Transcribe only part of the material below: the lines from the one containing "Identify the location of Yamaha" through the one containing "The image size is (1779, 1001).", inclusive, exactly as written.

:: INPUT MATERIAL

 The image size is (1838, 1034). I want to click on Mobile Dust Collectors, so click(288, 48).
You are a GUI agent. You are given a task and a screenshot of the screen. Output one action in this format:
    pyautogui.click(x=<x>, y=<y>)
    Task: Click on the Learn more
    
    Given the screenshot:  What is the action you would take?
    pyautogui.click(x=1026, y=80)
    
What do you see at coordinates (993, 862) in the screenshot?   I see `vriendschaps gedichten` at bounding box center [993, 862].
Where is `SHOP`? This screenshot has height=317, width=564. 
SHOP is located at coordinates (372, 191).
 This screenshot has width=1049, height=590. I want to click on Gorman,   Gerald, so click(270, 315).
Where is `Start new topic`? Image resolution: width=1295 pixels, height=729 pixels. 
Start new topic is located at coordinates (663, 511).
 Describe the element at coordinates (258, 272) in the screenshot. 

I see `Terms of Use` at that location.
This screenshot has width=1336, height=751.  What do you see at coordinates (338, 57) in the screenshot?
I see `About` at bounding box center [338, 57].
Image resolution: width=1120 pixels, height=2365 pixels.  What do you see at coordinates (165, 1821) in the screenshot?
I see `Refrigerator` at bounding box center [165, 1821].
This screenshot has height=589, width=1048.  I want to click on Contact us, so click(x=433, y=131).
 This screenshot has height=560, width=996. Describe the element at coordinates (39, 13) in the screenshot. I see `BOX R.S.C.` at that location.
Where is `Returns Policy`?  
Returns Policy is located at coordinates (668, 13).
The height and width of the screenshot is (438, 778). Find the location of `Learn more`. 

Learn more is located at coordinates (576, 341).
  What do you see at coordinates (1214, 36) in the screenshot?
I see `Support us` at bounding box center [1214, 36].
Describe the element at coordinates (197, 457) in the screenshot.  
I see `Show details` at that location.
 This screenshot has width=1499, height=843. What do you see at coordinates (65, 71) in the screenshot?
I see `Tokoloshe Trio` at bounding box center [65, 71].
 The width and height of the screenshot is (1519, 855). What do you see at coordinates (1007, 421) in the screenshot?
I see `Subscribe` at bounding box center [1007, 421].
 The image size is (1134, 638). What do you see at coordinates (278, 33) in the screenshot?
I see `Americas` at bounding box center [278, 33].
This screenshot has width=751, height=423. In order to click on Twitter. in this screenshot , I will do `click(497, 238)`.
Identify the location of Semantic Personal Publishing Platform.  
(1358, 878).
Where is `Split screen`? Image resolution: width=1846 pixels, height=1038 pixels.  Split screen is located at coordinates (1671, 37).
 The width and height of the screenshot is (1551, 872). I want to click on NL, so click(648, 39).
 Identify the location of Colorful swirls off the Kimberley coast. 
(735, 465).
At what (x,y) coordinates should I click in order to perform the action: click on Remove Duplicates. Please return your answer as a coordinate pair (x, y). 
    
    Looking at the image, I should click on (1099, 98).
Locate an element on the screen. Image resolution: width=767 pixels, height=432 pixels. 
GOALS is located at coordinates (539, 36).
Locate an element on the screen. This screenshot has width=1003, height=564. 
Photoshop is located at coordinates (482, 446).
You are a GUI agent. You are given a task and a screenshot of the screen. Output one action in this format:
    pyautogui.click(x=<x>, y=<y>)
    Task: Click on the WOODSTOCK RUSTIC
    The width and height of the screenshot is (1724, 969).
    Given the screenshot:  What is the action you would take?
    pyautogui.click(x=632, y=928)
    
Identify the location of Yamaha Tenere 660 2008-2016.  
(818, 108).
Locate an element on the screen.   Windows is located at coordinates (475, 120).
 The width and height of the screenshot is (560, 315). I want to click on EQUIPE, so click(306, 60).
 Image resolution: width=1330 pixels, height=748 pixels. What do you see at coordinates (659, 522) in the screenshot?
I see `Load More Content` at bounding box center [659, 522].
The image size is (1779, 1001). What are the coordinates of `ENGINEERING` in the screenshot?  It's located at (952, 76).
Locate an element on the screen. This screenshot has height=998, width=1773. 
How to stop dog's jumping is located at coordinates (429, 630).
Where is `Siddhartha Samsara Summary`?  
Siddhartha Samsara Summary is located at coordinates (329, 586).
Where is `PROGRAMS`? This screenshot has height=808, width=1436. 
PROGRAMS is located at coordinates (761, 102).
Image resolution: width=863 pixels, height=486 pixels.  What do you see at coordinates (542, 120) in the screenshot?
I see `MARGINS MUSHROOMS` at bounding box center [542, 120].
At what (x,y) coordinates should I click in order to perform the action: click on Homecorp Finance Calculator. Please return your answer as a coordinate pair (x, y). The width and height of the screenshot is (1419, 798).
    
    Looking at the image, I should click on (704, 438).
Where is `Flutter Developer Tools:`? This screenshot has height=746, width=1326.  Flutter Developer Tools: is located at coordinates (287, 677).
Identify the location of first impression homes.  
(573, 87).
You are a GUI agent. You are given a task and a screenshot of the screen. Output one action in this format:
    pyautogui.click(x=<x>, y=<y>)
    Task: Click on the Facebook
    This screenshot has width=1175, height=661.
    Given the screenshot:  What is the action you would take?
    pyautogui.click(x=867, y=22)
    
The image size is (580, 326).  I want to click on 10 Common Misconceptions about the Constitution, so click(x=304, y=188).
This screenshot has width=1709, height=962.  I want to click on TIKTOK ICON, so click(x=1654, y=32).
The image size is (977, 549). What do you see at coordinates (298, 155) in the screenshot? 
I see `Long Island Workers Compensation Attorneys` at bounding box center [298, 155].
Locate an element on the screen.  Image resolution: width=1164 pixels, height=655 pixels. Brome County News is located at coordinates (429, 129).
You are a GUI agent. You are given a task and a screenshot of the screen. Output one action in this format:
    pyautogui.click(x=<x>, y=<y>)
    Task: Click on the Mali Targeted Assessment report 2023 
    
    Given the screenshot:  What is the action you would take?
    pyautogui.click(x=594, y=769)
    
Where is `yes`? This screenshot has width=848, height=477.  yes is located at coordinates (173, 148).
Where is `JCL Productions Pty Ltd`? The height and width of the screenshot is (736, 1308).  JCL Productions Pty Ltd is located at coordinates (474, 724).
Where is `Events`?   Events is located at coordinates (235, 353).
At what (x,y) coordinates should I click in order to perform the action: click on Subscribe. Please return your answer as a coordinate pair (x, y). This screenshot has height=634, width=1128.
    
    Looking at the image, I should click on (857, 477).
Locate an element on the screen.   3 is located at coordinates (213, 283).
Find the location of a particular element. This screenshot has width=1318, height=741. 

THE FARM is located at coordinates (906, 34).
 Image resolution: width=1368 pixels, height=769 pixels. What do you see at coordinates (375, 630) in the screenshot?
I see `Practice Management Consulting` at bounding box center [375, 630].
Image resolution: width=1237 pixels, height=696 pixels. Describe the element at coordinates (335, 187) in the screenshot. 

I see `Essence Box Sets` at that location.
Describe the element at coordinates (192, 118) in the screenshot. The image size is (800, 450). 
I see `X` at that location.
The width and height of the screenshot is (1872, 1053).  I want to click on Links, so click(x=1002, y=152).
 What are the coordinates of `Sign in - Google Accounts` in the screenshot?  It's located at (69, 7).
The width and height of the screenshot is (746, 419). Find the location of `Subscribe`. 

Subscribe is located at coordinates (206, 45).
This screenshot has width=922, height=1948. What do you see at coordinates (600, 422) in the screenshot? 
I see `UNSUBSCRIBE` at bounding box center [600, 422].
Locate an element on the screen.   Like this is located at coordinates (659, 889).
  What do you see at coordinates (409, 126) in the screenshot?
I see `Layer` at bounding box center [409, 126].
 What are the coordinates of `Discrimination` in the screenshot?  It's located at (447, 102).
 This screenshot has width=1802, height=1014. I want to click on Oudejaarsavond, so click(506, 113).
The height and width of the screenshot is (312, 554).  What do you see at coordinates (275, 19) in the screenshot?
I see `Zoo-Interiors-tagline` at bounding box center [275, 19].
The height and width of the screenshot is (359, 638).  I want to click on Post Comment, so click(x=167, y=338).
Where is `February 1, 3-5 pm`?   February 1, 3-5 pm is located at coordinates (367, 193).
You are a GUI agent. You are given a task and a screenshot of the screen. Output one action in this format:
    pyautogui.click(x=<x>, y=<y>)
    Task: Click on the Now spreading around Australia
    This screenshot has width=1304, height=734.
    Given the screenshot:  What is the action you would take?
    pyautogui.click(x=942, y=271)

::::

● **RESULT OF THIS TASK**
Identify the location of Yamaha Tenere 660 2008-2016.  
(818, 108).
Locate an element on the screen.   Windows is located at coordinates (475, 120).
 The width and height of the screenshot is (560, 315). I want to click on EQUIPE, so click(306, 60).
 Image resolution: width=1330 pixels, height=748 pixels. What do you see at coordinates (659, 522) in the screenshot?
I see `Load More Content` at bounding box center [659, 522].
The image size is (1779, 1001). What are the coordinates of `ENGINEERING` in the screenshot?  It's located at (952, 76).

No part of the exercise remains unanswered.